Highlighting Skills to Improve Comprehension

Teaching Children How to Highlight as They Read

© Jennifer Wagaman

Oct 23, 2008
Teaching Children Highlighting Skills, xandert
Highlighting skills may enhance your lessons when working with students on improving reading comprehension.

The question about highlighter skills is not whether to teach them, but when to teach them. Highlighter skills are useful towards helping students improve reading comprehension and learn good study habits. Think carefully about what text to have the students read and what highlighting skills to teach them.

Highlighter Skills to Improve Reading Comprehension

Highlighting will help to promote better reading comprehension. Students who highlight as they read are learning to identify the important points, and are paying close attention to what they are reading so that they highlight the appropriate text. Focusing on the text in this way enables greater learning and deeper comprehension.

Highlighting also helps both visual and tactile students remember what they are reading and will aid in studying the text independently. For visual learners, the highlighted portions of text will stick in their heads better as a visual reminder of the important facts in the text. For tactile learners, the physical act of highlighting helps them to remember the important facts.

Picking a Text to Highlight

When choosing a text to teach highlighter skills, think carefully about the students' reading level. The text should be at an independent reading level for all students, so that the act of reading is not the focus of the activity. It may be prudent to choose a text that is written a grade level below where your students are currently reading, and that includes more than one paragraph.

Teaching Highlighting Skills

When deciding what to teach students to highlight, think through the things you would highlight when studying a college text book. Students need to look for the main idea, key points, and any other important information. Ask students to think about what information might end up on a test, and highlight that.

Teach students to not highlight an entire paragraph. Look for and highlight new information. They need not highlight even an entire sentence if only part of the information is important.

When going back to study a highlighted text for a test, teach students to read the highlighted parts and not the entire text again. The point of highlighting is to remember where the most important pieces of information are found within the body of the text.

Students as young as second grade can learn how to use a highlighter when reading an informative text. Proactively teach highlighting skills, and do not expect a child to understand what is important to highlight, even if he is able to articulate the key facts in the story.

Learn more tips for improving reading comprehension and fluency.


The copyright of the article Highlighting Skills to Improve Comprehension in Curricula/Lesson Plans is owned by Jennifer Wagaman. Permission to republish Highlighting Skills to Improve Comprehension in print or online must be granted by the author in writing.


=== WORK REQUEST ===
The records that follow are to be reproduced verbatim.

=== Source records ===
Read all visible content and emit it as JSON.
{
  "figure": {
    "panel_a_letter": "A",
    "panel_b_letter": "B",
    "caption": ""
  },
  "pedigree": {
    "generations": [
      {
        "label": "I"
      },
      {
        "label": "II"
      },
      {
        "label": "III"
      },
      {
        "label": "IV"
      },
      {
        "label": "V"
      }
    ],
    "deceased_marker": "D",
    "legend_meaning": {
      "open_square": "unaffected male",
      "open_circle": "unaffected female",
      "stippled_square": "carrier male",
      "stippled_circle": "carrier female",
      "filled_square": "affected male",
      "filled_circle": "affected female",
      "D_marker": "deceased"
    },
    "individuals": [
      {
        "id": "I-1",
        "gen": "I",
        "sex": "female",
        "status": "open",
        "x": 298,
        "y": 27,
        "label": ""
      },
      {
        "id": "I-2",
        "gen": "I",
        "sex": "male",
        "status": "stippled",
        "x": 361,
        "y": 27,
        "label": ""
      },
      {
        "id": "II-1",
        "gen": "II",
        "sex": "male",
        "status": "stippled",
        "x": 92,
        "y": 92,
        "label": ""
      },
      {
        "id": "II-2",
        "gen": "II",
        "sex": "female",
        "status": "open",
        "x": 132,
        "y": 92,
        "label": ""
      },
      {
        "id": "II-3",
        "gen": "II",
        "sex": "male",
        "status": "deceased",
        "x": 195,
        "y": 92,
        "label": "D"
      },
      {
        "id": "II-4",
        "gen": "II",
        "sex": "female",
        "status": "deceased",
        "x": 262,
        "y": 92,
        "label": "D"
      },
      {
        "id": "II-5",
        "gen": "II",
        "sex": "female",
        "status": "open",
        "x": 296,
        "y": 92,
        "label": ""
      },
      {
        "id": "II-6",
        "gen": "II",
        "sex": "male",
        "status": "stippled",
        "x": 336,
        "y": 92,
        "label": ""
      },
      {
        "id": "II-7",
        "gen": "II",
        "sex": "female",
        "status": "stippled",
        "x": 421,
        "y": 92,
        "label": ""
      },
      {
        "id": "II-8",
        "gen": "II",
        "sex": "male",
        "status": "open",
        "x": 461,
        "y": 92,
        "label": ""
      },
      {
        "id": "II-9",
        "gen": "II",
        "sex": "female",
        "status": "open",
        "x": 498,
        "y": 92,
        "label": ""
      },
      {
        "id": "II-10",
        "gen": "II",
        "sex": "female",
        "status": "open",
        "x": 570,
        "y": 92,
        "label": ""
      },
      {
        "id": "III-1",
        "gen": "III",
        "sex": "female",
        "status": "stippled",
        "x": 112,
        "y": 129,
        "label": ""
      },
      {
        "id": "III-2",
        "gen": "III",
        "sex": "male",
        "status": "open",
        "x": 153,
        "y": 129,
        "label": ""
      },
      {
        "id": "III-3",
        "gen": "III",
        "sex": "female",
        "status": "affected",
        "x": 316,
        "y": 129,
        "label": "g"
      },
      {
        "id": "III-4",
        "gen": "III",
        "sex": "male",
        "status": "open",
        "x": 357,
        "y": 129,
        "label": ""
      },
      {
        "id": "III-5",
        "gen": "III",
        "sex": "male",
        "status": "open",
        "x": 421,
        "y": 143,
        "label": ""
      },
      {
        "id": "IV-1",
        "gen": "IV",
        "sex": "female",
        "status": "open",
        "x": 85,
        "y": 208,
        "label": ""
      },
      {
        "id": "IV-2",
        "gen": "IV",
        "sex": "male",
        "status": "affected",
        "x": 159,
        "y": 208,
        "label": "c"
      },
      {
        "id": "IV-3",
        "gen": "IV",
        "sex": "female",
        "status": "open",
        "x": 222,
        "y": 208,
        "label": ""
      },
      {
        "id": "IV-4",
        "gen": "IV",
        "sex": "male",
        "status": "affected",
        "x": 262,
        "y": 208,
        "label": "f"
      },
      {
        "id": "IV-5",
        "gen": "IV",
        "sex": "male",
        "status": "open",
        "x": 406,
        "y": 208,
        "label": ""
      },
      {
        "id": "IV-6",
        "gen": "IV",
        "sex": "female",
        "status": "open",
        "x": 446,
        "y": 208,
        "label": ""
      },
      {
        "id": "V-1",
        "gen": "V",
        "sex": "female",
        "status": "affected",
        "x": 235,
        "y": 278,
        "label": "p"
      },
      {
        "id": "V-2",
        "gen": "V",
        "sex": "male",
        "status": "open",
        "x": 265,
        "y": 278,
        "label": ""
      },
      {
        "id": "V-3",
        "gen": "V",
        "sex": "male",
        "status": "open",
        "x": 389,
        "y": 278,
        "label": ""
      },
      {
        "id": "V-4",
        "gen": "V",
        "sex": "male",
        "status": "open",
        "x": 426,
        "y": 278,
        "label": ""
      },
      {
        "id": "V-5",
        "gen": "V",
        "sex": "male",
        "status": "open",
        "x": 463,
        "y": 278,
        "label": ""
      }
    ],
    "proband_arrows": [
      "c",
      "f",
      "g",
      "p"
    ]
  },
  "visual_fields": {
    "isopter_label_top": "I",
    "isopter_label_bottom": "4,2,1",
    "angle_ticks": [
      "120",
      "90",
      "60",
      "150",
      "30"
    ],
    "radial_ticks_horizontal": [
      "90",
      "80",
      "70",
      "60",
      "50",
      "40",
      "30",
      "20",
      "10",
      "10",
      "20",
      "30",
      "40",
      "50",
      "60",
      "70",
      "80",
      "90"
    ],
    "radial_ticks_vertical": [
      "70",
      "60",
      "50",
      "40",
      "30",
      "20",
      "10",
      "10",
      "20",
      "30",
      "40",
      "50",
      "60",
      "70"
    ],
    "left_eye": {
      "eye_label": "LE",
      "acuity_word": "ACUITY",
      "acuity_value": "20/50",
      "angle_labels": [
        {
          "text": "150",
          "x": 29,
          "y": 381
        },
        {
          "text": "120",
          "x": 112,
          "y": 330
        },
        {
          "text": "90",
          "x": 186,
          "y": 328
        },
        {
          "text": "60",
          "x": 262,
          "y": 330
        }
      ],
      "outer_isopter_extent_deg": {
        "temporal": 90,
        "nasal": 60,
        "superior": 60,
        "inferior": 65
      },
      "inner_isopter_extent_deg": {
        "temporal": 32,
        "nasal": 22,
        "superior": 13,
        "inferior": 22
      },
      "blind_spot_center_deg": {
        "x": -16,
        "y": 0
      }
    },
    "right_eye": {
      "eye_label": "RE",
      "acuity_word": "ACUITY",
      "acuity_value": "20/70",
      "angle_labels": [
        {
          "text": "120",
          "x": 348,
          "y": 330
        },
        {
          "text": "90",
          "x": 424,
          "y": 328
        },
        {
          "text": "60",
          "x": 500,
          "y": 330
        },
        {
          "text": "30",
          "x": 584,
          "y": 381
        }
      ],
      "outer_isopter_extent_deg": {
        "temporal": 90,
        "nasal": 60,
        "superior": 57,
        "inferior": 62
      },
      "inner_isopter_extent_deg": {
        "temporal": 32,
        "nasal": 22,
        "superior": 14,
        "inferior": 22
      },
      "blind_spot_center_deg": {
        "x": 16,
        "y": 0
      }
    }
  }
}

=== TASK RESPONSE ===
Read all visible content and emit it as JSON.
{
  "figure": {
    "panel_a_letter": "A",
    "panel_b_letter": "B",
    "caption": ""
  },
  "pedigree": {
    "generations": [
      {
        "label": "I"
      },
      {
        "label": "II"
      },
      {
        "label": "III"
      },
      {
        "label": "IV"
      },
      {
        "label": "V"
      }
    ],
    "deceased_marker": "D",
    "legend_meaning": {
      "open_square": "unaffected male",
      "open_circle": "unaffected female",
      "stippled_square": "carrier male",
      "stippled_circle": "carrier female",
      "filled_square": "affected male",
      "filled_circle": "affected female",
      "D_marker": "deceased"
    },
    "individuals": [
      {
        "id": "I-1",
        "gen": "I",
        "sex": "female",
        "status": "open",
        "x": 298,
        "y": 27,
        "label": ""
      },
      {
        "id": "I-2",
        "gen": "I",
        "sex": "male",
        "status": "stippled",
        "x": 361,
        "y": 27,
        "label": ""
      },
      {
        "id": "II-1",
        "gen": "II",
        "sex": "male",
        "status": "stippled",
        "x": 92,
        "y": 92,
        "label": ""
      },
      {
        "id": "II-2",
        "gen": "II",
        "sex": "female",
        "status": "open",
        "x": 132,
        "y": 92,
        "label": ""
      },
      {
        "id": "II-3",
        "gen": "II",
        "sex": "male",
        "status": "deceased",
        "x": 195,
        "y": 92,
        "label": "D"
      },
      {
        "id": "II-4",
        "gen": "II",
        "sex": "female",
        "status": "deceased",
        "x": 262,
        "y": 92,
        "label": "D"
      },
      {
        "id": "II-5",
        "gen": "II",
        "sex": "female",
        "status": "open",
        "x": 296,
        "y": 92,
        "label": ""
      },
      {
        "id": "II-6",
        "gen": "II",
        "sex": "male",
        "status": "stippled",
        "x": 336,
        "y": 92,
        "label": ""
      },
      {
        "id": "II-7",
        "gen": "II",
        "sex": "female",
        "status": "stippled",
        "x": 421,
        "y": 92,
        "label": ""
      },
      {
        "id": "II-8",
        "gen": "II",
        "sex": "male",
        "status": "open",
        "x": 461,
        "y": 92,
        "label": ""
      },
      {
        "id": "II-9",
        "gen": "II",
        "sex": "female",
        "status": "open",
        "x": 498,
        "y": 92,
        "label": ""
      },
      {
        "id": "II-10",
        "gen": "II",
        "sex": "female",
        "status": "open",
        "x": 570,
        "y": 92,
        "label": ""
      },
      {
        "id": "III-1",
        "gen": "III",
        "sex": "female",
        "status": "stippled",
        "x": 112,
        "y": 129,
        "label": ""
      },
      {
        "id": "III-2",
        "gen": "III",
        "sex": "male",
        "status": "open",
        "x": 153,
        "y": 129,
        "label": ""
      },
      {
        "id": "III-3",
        "gen": "III",
        "sex": "female",
        "status": "affected",
        "x": 316,
        "y": 129,
        "label": "g"
      },
      {
        "id": "III-4",
        "gen": "III",
        "sex": "male",
        "status": "open",
        "x": 357,
        "y": 129,
        "label": ""
      },
      {
        "id": "III-5",
        "gen": "III",
        "sex": "male",
        "status": "open",
        "x": 421,
        "y": 143,
        "label": ""
      },
      {
        "id": "IV-1",
        "gen": "IV",
        "sex": "female",
        "status": "open",
        "x": 85,
        "y": 208,
        "label": ""
      },
      {
        "id": "IV-2",
        "gen": "IV",
        "sex": "male",
        "status": "affected",
        "x": 159,
        "y": 208,
        "label": "c"
      },
      {
        "id": "IV-3",
        "gen": "IV",
        "sex": "female",
        "status": "open",
        "x": 222,
        "y": 208,
        "label": ""
      },
      {
        "id": "IV-4",
        "gen": "IV",
        "sex": "male",
        "status": "affected",
        "x": 262,
        "y": 208,
        "label": "f"
      },
      {
        "id": "IV-5",
        "gen": "IV",
        "sex": "male",
        "status": "open",
        "x": 406,
        "y": 208,
        "label": ""
      },
      {
        "id": "IV-6",
        "gen": "IV",
        "sex": "female",
        "status": "open",
        "x": 446,
        "y": 208,
        "label": ""
      },
      {
        "id": "V-1",
        "gen": "V",
        "sex": "female",
        "status": "affected",
        "x": 235,
        "y": 278,
        "label": "p"
      },
      {
        "id": "V-2",
        "gen": "V",
        "sex": "male",
        "status": "open",
        "x": 265,
        "y": 278,
        "label": ""
      },
      {
        "id": "V-3",
        "gen": "V",
        "sex": "male",
        "status": "open",
        "x": 389,
        "y": 278,
        "label": ""
      },
      {
        "id": "V-4",
        "gen": "V",
        "sex": "male",
        "status": "open",
        "x": 426,
        "y": 278,
        "label": ""
      },
      {
        "id": "V-5",
        "gen": "V",
        "sex": "male",
        "status": "open",
        "x": 463,
        "y": 278,
        "label": ""
      }
    ],
    "proband_arrows": [
      "c",
      "f",
      "g",
      "p"
    ]
  },
  "visual_fields": {
    "isopter_label_top": "I",
    "isopter_label_bottom": "4,2,1",
    "angle_ticks": [
      "120",
      "90",
      "60",
      "150",
      "30"
    ],
    "radial_ticks_horizontal": [
      "90",
      "80",
      "70",
      "60",
      "50",
      "40",
      "30",
      "20",
      "10",
      "10",
      "20",
      "30",
      "40",
      "50",
      "60",
      "70",
      "80",
      "90"
    ],
    "radial_ticks_vertical": [
      "70",
      "60",
      "50",
      "40",
      "30",
      "20",
      "10",
      "10",
      "20",
      "30",
      "40",
      "50",
      "60",
      "70"
    ],
    "left_eye": {
      "eye_label": "LE",
      "acuity_word": "ACUITY",
      "acuity_value": "20/50",
      "angle_labels": [
        {
          "text": "150",
          "x": 29,
          "y": 381
        },
        {
          "text": "120",
          "x": 112,
          "y": 330
        },
        {
          "text": "90",
          "x": 186,
          "y": 328
        },
        {
          "text": "60",
          "x": 262,
          "y": 330
        }
      ],
      "outer_isopter_extent_deg": {
        "temporal": 90,
        "nasal": 60,
        "superior": 60,
        "inferior": 65
      },
      "inner_isopter_extent_deg": {
        "temporal": 32,
        "nasal": 22,
        "superior": 13,
        "inferior": 22
      },
      "blind_spot_center_deg": {
        "x": -16,
        "y": 0
      }
    },
    "right_eye": {
      "eye_label": "RE",
      "acuity_word": "ACUITY",
      "acuity_value": "20/70",
      "angle_labels": [
        {
          "text": "120",
          "x": 348,
          "y": 330
        },
        {
          "text": "90",
          "x": 424,
          "y": 328
        },
        {
          "text": "60",
          "x": 500,
          "y": 330
        },
        {
          "text": "30",
          "x": 584,
          "y": 381
        }
      ],
      "outer_isopter_extent_deg": {
        "temporal": 90,
        "nasal": 60,
        "superior": 57,
        "inferior": 62
      },
      "inner_isopter_extent_deg": {
        "temporal": 32,
        "nasal": 22,
        "superior": 14,
        "inferior": 22
      },
      "blind_spot_center_deg": {
        "x": 16,
        "y": 0
      }
    }
  }
}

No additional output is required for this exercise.